Defining the Immigrant Family: Legal Reform and Common Sense

A legal analysis of the key problem that current immigration policy cannot answer: who do we call mom and dad?

By Michelle Chen Aug 12, 2010

There’s one question that reflects the convergence between the immigration debate and the marriage-equality debate: what is a family? The definition of parent, child and spouse is a legal arena where both LGBT couples and immigrant households upset the norm. And possibly in a good way, according to a Yale Law Journal article by Victoria Degtyareva (h/t Immigration Law Prof). Family reunification is one of the most complicated issues in immigration reform. The agonizing legal quandaries facing parents and children force an untold number to endure endless queues just to see their loved ones again. At the other extreme, deportations have wrenched apart thousands of families and mercilessly banished undocumented parents. The dilemma has also churned up vile stereotypes of "anchor babies" straining the social service system. Underlying this chaos is the problem that current immigration policy cannot answer: who do we call mom and dad? As we’ve seen with the struggle of LGBT binational families to navigate the system, immigration authorities aren’t exactly enlightened when it comes to respecting the rights of "non-traditional families." But Degtyareva notes that the legal definition of family is tone-deaf on an even more basic level:

The [Immigration and Nationality Act] assumes a traditional "two parent" view of the family. In non-traditional families, however, parental roles may be split between three or more parties, creating the possibility of a biological mother and father, an intended mother and father, and a gestational mother. By failing to address this possibility, the INA creates substantive ambiguities in several of its provisions and risks denying family unity to those who are deserving.

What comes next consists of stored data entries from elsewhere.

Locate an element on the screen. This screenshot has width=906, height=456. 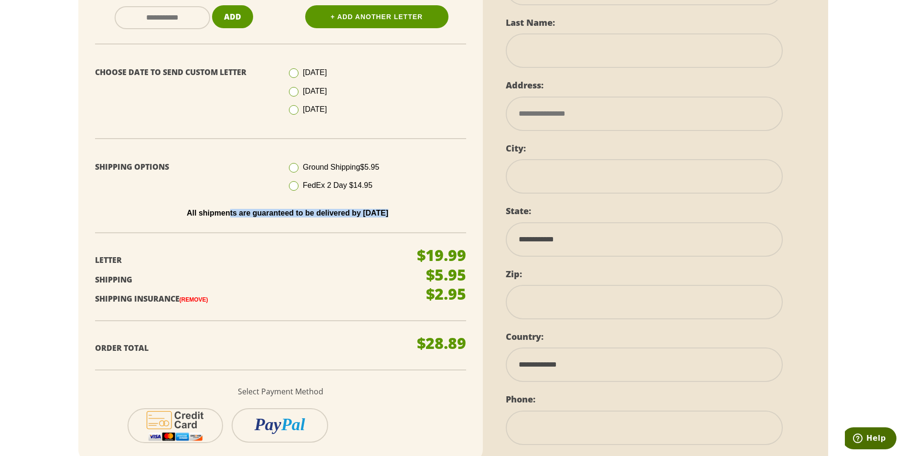
label: Zip: is located at coordinates (514, 274).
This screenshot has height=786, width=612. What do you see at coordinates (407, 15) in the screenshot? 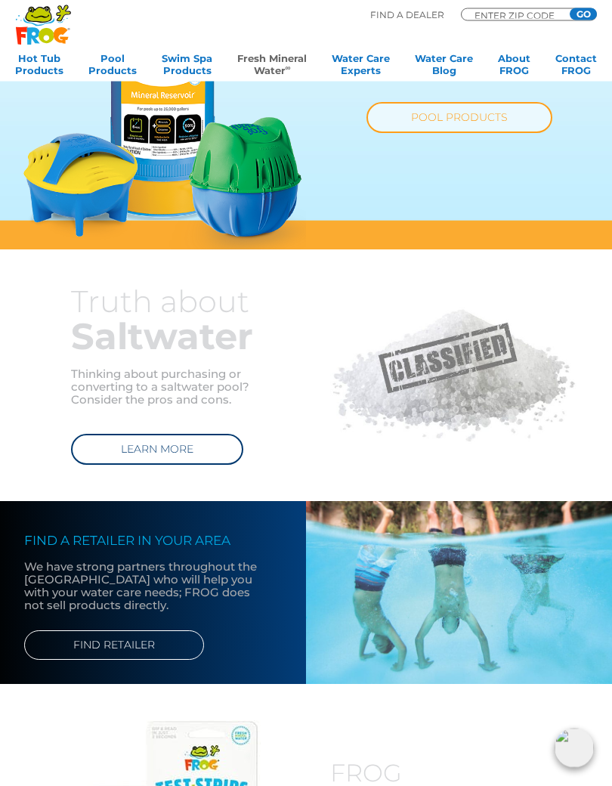
I see `p: Find A Dealer` at bounding box center [407, 15].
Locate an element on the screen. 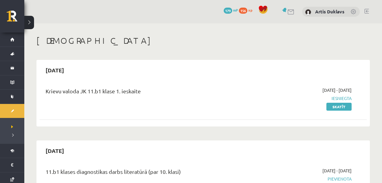  a: 156 xp is located at coordinates (247, 10).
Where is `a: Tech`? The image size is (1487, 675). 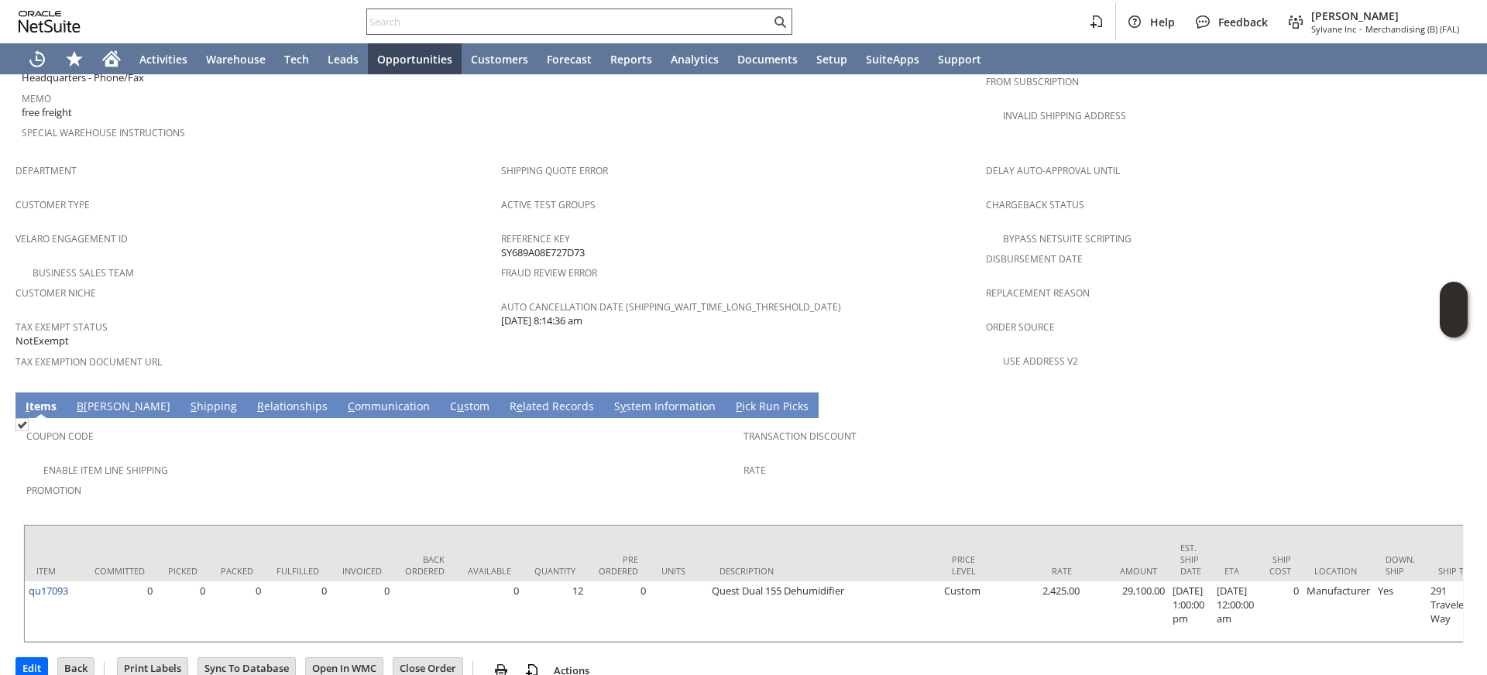 a: Tech is located at coordinates (297, 59).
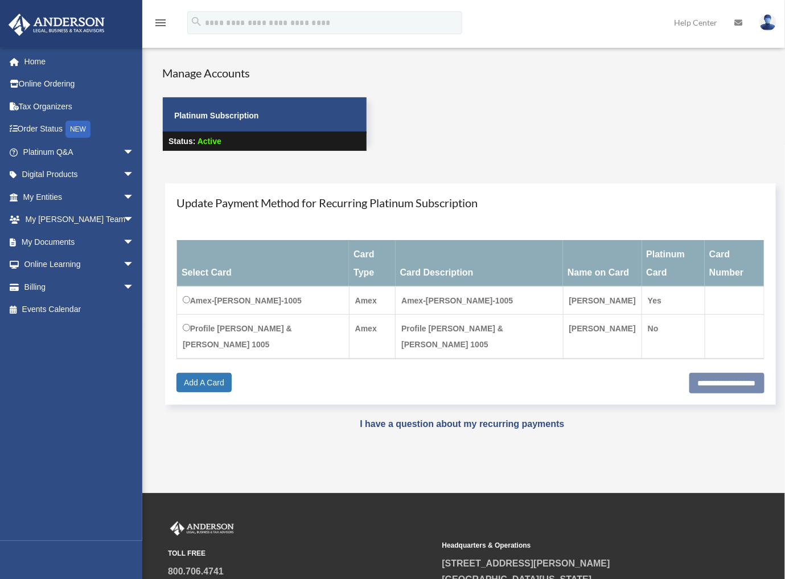 The width and height of the screenshot is (785, 579). What do you see at coordinates (80, 106) in the screenshot?
I see `a: Tax Organizers` at bounding box center [80, 106].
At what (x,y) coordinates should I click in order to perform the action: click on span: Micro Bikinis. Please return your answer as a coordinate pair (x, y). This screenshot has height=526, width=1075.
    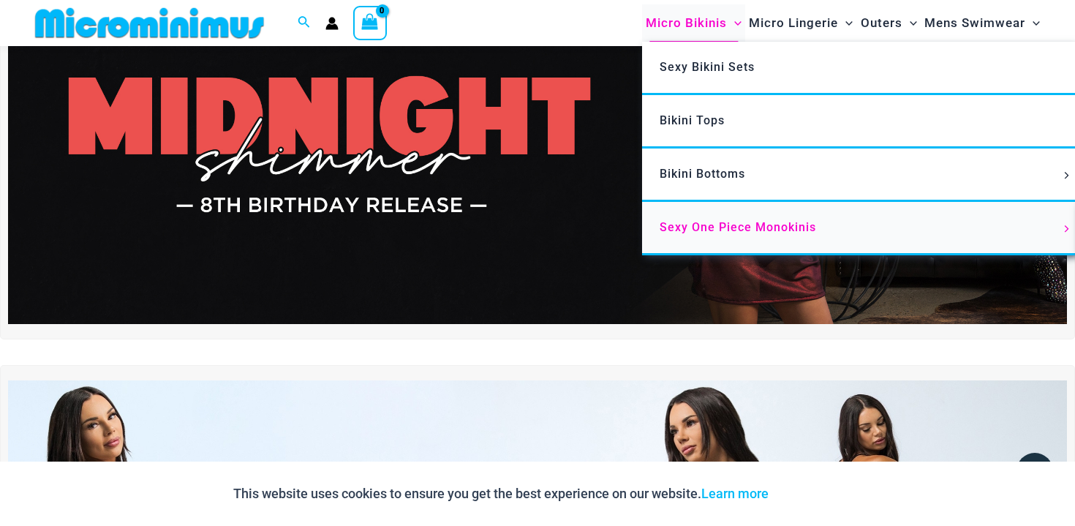
    Looking at the image, I should click on (686, 23).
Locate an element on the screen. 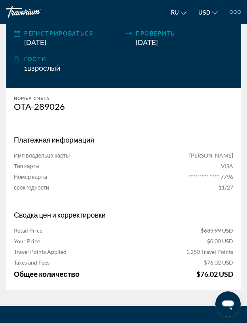 Image resolution: width=247 pixels, height=323 pixels. span: VISA is located at coordinates (226, 166).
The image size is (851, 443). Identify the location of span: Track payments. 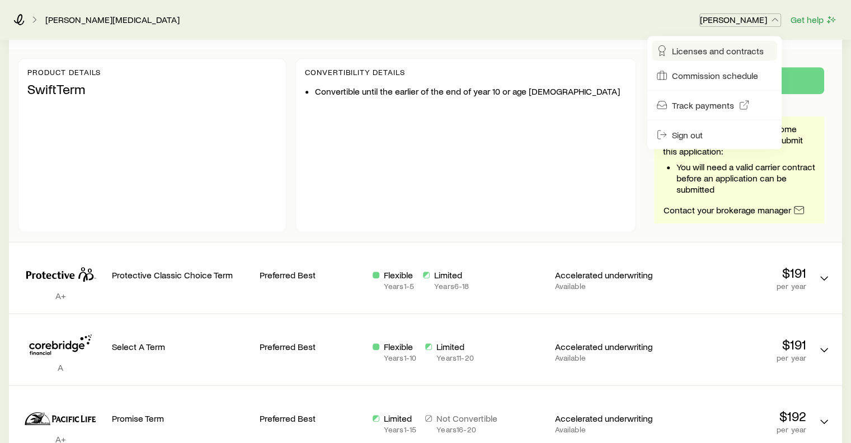
(703, 105).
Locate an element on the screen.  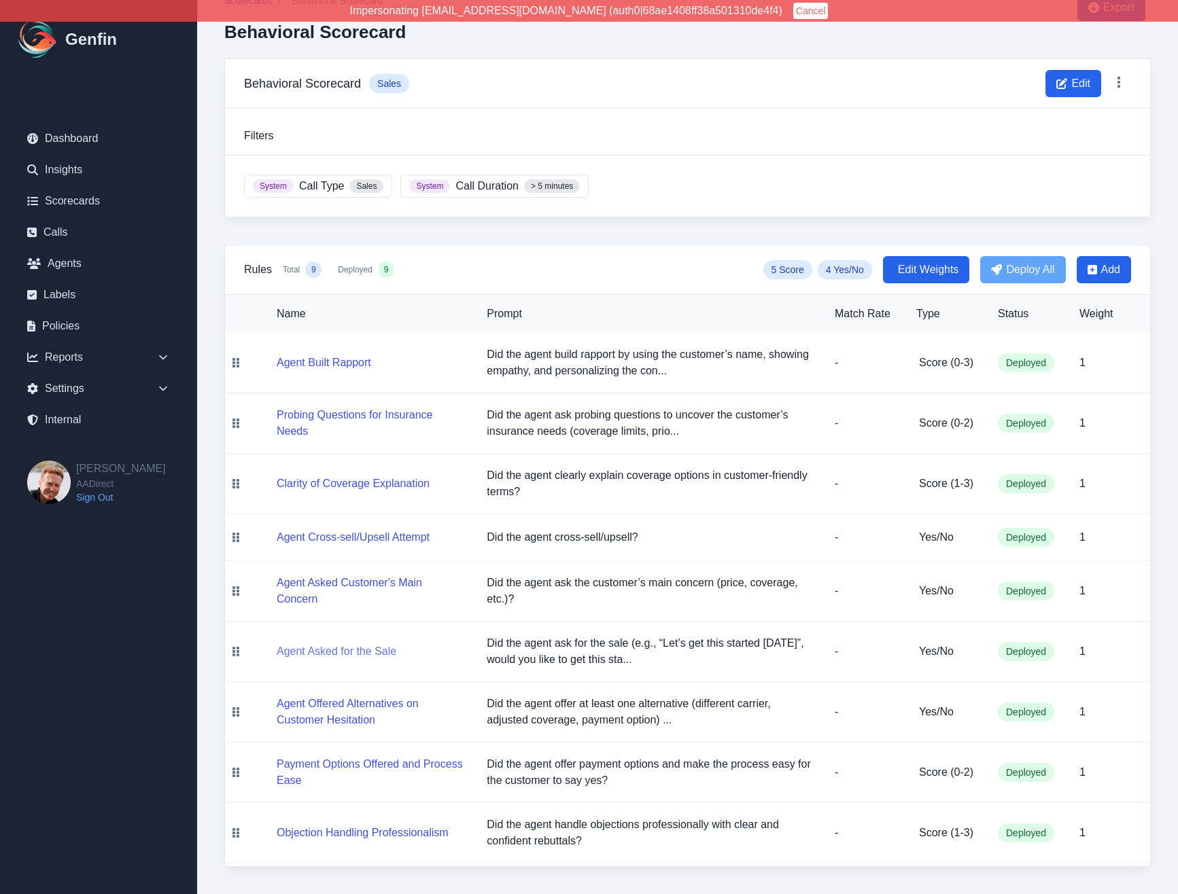
button: Add is located at coordinates (1104, 270).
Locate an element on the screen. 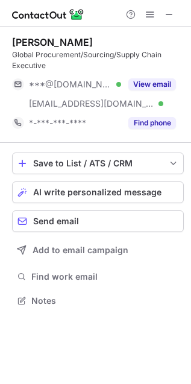 Image resolution: width=191 pixels, height=384 pixels. button: Add to email campaign is located at coordinates (98, 250).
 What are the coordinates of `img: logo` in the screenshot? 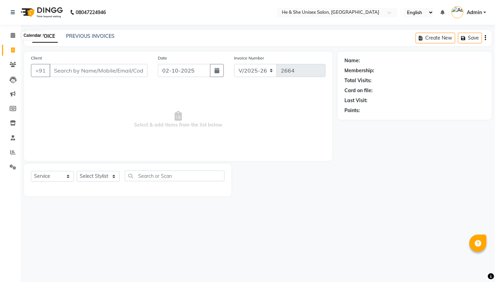 It's located at (41, 12).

This ambiguity entangles immigration law in the vagaries of a moldy ideal of the two-parent heterosexual domestic unit. The article focuses on non-biological custodial parents, but it also raises questions about how the law ignores the complex family structures in immigrant communities: mixed-status marriages, extended families under one roof, children of migrants under the care of aunts and uncles, or siblings caring for each other… you get the picture. Unfortunately, Congress doesn’t. While the stagnant immigration reform discussion remains deadlocked on the issue, legal scholars have argued that some kind of redefinition is necessary to make the system more equitable, whether its setting up new categories for non-traditional families, or deferring to the state or foreign laws to define families for immigration purposes. But Degtyareva argues that we should shift our whole approach to defining parental and child roles, and that "family should be defined by interpersonal relationships, not by biology." International adoption law is one possible model, because it allows children to derive based on their non-biological but nonetheless very real relationship to the adopted parent. The process gets messier for other types of immigration. For example, birthright citizenship, despite rabid attacks from the far-right, may seem (for now) like a constitutionally enshrined right. But legal disputes have arisen in cases when the child claims a US citizen father but was born out of wedlock, or whose immigrant mother is married to a US citizen who is not the biological father. Reforms to the legal definition of family, Degtyareva argues, should consider alternative configurations of family in a transnational context, and more importantly, be conscious of human relationships. That aspect doesn’t get much coverage these days as right-wingers plot ways to turn the law into a tool for destroying families rather than dignifying them under the aegis of the Constitution. On that point, the article quotes the poignant words of a 2002 California district court ruling:

[a]s adults we must not forget what every child knows–the parent-child relationship is not spun from DNA. Rather, it stems from the emotional attachments which derive from the intimacy of contact between the parent and child.

So as lawmakers grapple for the right words to define the immigrant family–or any family, for that matter–all those politicians who love to hear themselves talk might want to start listening to the wisdom of an immigrant child.